Dec 1, 2008

"crimes against humanity" and sovereignty

Regarding the Jan/Feb NFL resolution, the relationship between the International Criminal Court and sovereignty, at first, seems straightforward. "Crimes against humanity," as M. Cherif Bassiouni explains, are the unique province of international law.
Crimes against humanity have existed in customary international law for over half a century and are also evidenced in prosecutions before some national courts. The most notable of these trials include those of Paul Touvier, Klaus Barbie, and Maurice Papon in France, and Imre Finta in Canada. But crimes against humanity are also deemed to be part of jus cogens—the highest standing in international legal norms. Thus, they constitute a non-derogable rule of international law. The implication of this standing is that they are subject to universal jurisdiction, meaning that all States can exercise their jurisdiction in prosecuting a perpetrator irrespective of where the crime was committed. It also means that all States have the duty to prosecute or extradite, that no person charged with that crime can claim the “political offense exception” to extradition, and that States have the duty to assist each other in securing evidence needed to prosecute. But of greater importance is the fact that no perpetrator can claim the “defense of obedience to superior orders” and that no statute of limitation contained in the laws of any State can apply. Lastly, no one is immune from prosecution for such crimes, even a head of State.
It would thus seem that prosecution of "crimes against humanity" requires a view of international law that, to say the least, places sovereignty concerns beneath those of human rights. In other words, it is essentially cosmopolitan, valuing humans as humans rather than as citizens.

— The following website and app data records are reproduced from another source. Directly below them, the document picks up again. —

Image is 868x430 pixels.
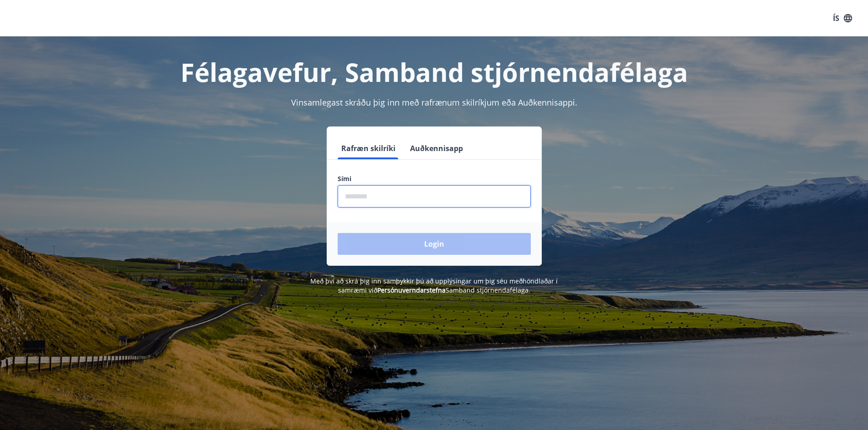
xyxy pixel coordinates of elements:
span: Vinsamlegast skráðu þig inn með rafrænum skilríkjum eða Auðkennisappi. [291,97,578,108]
button: ÍS [828,10,858,27]
button: Auðkennisapp [406,137,467,159]
span: Með því að skrá þig inn samþykkir þú að upplýsingar um þig séu meðhöndlaðar í samræmi við Samband... [311,277,558,295]
button: Rafræn skilríki [338,137,399,159]
a: Persónuverndarstefna [378,286,446,295]
label: Sími [338,174,531,183]
h1: Félagavefur, Samband stjórnendafélaga [117,55,751,89]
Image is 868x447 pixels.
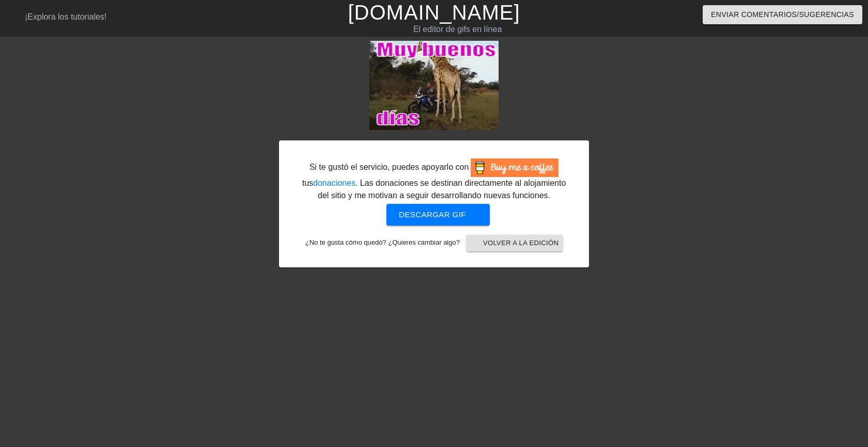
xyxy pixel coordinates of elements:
font: Volver a la edición [484,239,558,247]
img: Cómprame un café [470,159,558,177]
font: ¿No te gusta cómo quedó? ¿Quieres cambiar algo? [306,239,460,247]
font: . Las donaciones se destinan directamente al alojamiento del sitio y me motivan a seguir desarrol... [318,179,566,200]
a: donaciones [313,179,355,188]
a: ¡Explora los tutoriales! [8,9,107,26]
font: libro de menú [8,9,145,22]
font: Descargar gif [399,210,466,219]
font: ¡Explora los tutoriales! [25,12,107,22]
font: Si te gustó el servicio, puedes apoyarlo con [310,163,470,171]
font: El editor de gifs en línea [413,25,502,34]
a: [DOMAIN_NAME] [348,1,520,23]
button: Descargar gif [386,204,490,225]
font: flecha_atrás [470,238,613,250]
font: Enviar comentarios/sugerencias [711,10,854,19]
font: obtener_aplicación [471,209,688,221]
img: oQ6koDaW.gif [369,41,499,130]
a: Descargar gif [378,209,490,219]
button: Volver a la edición [467,235,563,252]
button: Enviar comentarios/sugerencias [702,6,862,24]
font: tus [302,179,313,188]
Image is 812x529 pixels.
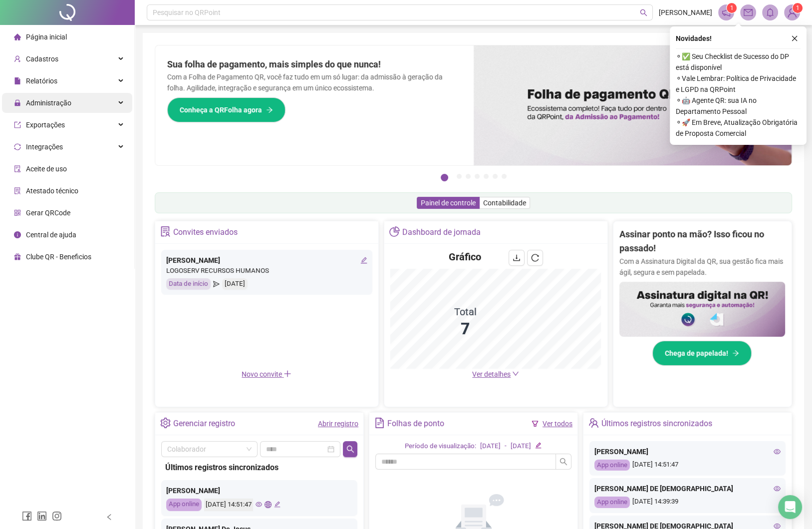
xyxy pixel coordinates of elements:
span: reload [531,253,539,262]
span: bell [766,8,775,17]
span: edit [360,257,368,264]
button: 7 [502,174,506,179]
span: Relatórios [26,77,57,85]
span: 1 [730,5,733,11]
div: App online [166,499,202,511]
span: ⚬ 🚀 Em Breve, Atualização Obrigatória de Proposta Comercial [676,117,801,139]
span: Integrações [26,143,63,151]
span: Contabilidade [483,199,526,207]
div: App online [595,496,630,508]
div: [PERSON_NAME] DE [DEMOGRAPHIC_DATA] [595,483,781,494]
div: [DATE] 14:51:47 [204,499,253,511]
button: Chega de papelada! [652,341,752,365]
img: 50340 [785,5,800,20]
span: sync [14,143,21,150]
span: Exportações [26,121,65,129]
button: 4 [475,174,479,179]
span: gift [14,253,21,261]
div: LOGOSERV RECURSOS HUMANOS [166,266,368,276]
span: search [560,458,568,465]
span: Página inicial [26,33,67,41]
span: eye [774,485,781,492]
div: [DATE] [510,441,531,452]
button: 1 [441,174,448,181]
h2: Sua folha de pagamento, mais simples do que nunca! [167,57,462,71]
span: Ver detalhes [472,370,510,378]
span: eye [774,448,781,455]
span: team [588,418,599,428]
span: Clube QR - Beneficios [26,253,91,261]
img: banner%2F02c71560-61a6-44d4-94b9-c8ab97240462.png [619,282,785,338]
span: eye [256,501,262,508]
span: Atestado técnico [26,187,79,195]
div: [PERSON_NAME] [166,485,352,496]
span: mail [744,8,752,17]
span: plus [283,369,291,377]
span: Painel de controle [421,199,475,207]
img: banner%2F8d14a306-6205-4263-8e5b-06e9a85ad873.png [474,45,792,165]
div: Open Intercom Messenger [778,495,802,519]
span: Central de ajuda [26,231,76,239]
h2: Assinar ponto na mão? Isso ficou no passado! [619,227,785,256]
span: solution [14,187,21,195]
span: setting [160,418,171,428]
span: home [14,33,21,41]
span: notification [722,8,731,17]
div: [DATE] [480,441,501,452]
span: search [640,9,648,17]
span: down [512,370,519,377]
span: facebook [22,511,32,521]
div: Data de início [166,278,210,290]
div: [DATE] 14:51:47 [595,460,781,471]
span: user-add [14,56,21,63]
span: Aceite de uso [26,165,67,173]
div: Folhas de ponto [387,415,444,432]
span: Chega de papelada! [665,348,729,359]
sup: 1 [727,3,737,13]
sup: Atualize o seu contato no menu Meus Dados [793,3,802,13]
div: Últimos registros sincronizados [602,415,712,432]
span: instagram [52,511,62,521]
span: pie-chart [390,226,400,237]
span: export [14,122,21,129]
span: close [791,35,799,42]
span: ⚬ ✅ Seu Checklist de Sucesso do DP está disponível [676,51,801,73]
button: 6 [493,174,498,179]
span: Gerar QRCode [26,209,71,217]
span: ⚬ 🤖 Agente QR: sua IA no Departamento Pessoal [676,95,801,117]
span: file [14,77,21,84]
span: file-text [375,418,385,428]
span: solution [160,226,171,237]
span: Conheça a QRFolha agora [179,104,262,115]
a: Abrir registro [318,419,359,427]
div: Gerenciar registro [173,415,235,432]
span: qrcode [14,210,21,216]
span: info-circle [14,231,21,238]
button: 3 [466,174,471,179]
div: [DATE] [222,278,248,290]
span: search [346,445,355,453]
div: - [505,441,506,452]
h4: Gráfico [448,249,481,264]
span: global [264,501,271,508]
div: App online [595,460,630,471]
span: [PERSON_NAME] [659,7,712,18]
div: Dashboard de jornada [402,224,481,241]
span: arrow-right [266,106,273,114]
span: edit [535,442,541,449]
span: ⚬ Vale Lembrar: Política de Privacidade e LGPD na QRPoint [676,73,801,95]
div: [PERSON_NAME] [595,446,781,457]
div: [DATE] 14:39:39 [595,496,781,508]
div: Período de visualização: [405,441,476,452]
button: 5 [483,174,489,179]
span: left [106,514,113,520]
span: 1 [796,5,800,11]
div: Últimos registros sincronizados [165,461,353,473]
button: Conheça a QRFolha agora [167,98,286,122]
p: Com a Folha de Pagamento QR, você faz tudo em um só lugar: da admissão à geração da folha. Agilid... [167,71,462,94]
div: Convites enviados [173,224,237,241]
span: Cadastros [26,55,59,63]
span: lock [14,99,21,106]
span: linkedin [37,511,47,521]
span: Novo convite [241,370,291,378]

As Adrian L. Jones writes in "Continental Divide and the Politics of Complex Sovereignty: Canada, The United States and the International Criminal Court," found in the Canadian Journal of Political Science, June 2006,
Though without territorial jurisdiction as such, its legal jurisdiction is potentially universal, and without regard to state borders (Rome Statute, 1998: art. 4(2)). In this crucial respect, the Rome Statute establishes a direct nexus between the ICC and individual persons. Individuals are both its primary subjects, pursuant to the principle of individual criminal responsibility (art. 25), and its ultimate objects, given the transnational values of human security that it embodies (Preamble, paras. 1-2). Though the ICC is in practical terms mediated by states under the complementary jurisdictional framework of the Rome Statute (arts. 1 and 17), the legal and normative significance of this relationship is fundamentally supranational in nature.
However, there is one critical point that both sides must recognize: the ICC allows for States to prosecute their own criminals; it is only when they fail to do so that the ICC takes over jurisdiction. In other words, the cosmopolitan aim of the Court operates within certain sovereigntist constraints. Jones, again:
[A] case is inadmissible where it is being investigated or prosecuted by a State that has jurisdiction over it, unless the State is unwilling or unable genuinely to carry out the investigation or prosecution (art. 17(1)(a)).
Now, all this is to say that the LD resolution does not literally prescribe defending or attacking the ICC; however, you can make a strong case that the perfect "test case" for the resolution, since it already exists, and since the U.S. has (quite famously) refused to join, is the ICC.

Regardless, nothing in the resolution requires that sovereignty be eliminated and violated willy-nilly in the service of prosecuting "crimes against humanity" in an international court, real or imagined. Then again, nothing requires that it can't. It's something the Affirmative and Negative may have to settle in the debate.

2 comments:

Anonymous said...

The idea about pretty much scorning national sovereignty may come in handy...

Anonymous said...

Or the aff can argue that submitting to the ICC solely for the purpose of prosecuting crimes against humanity does not compromise national sovreignty.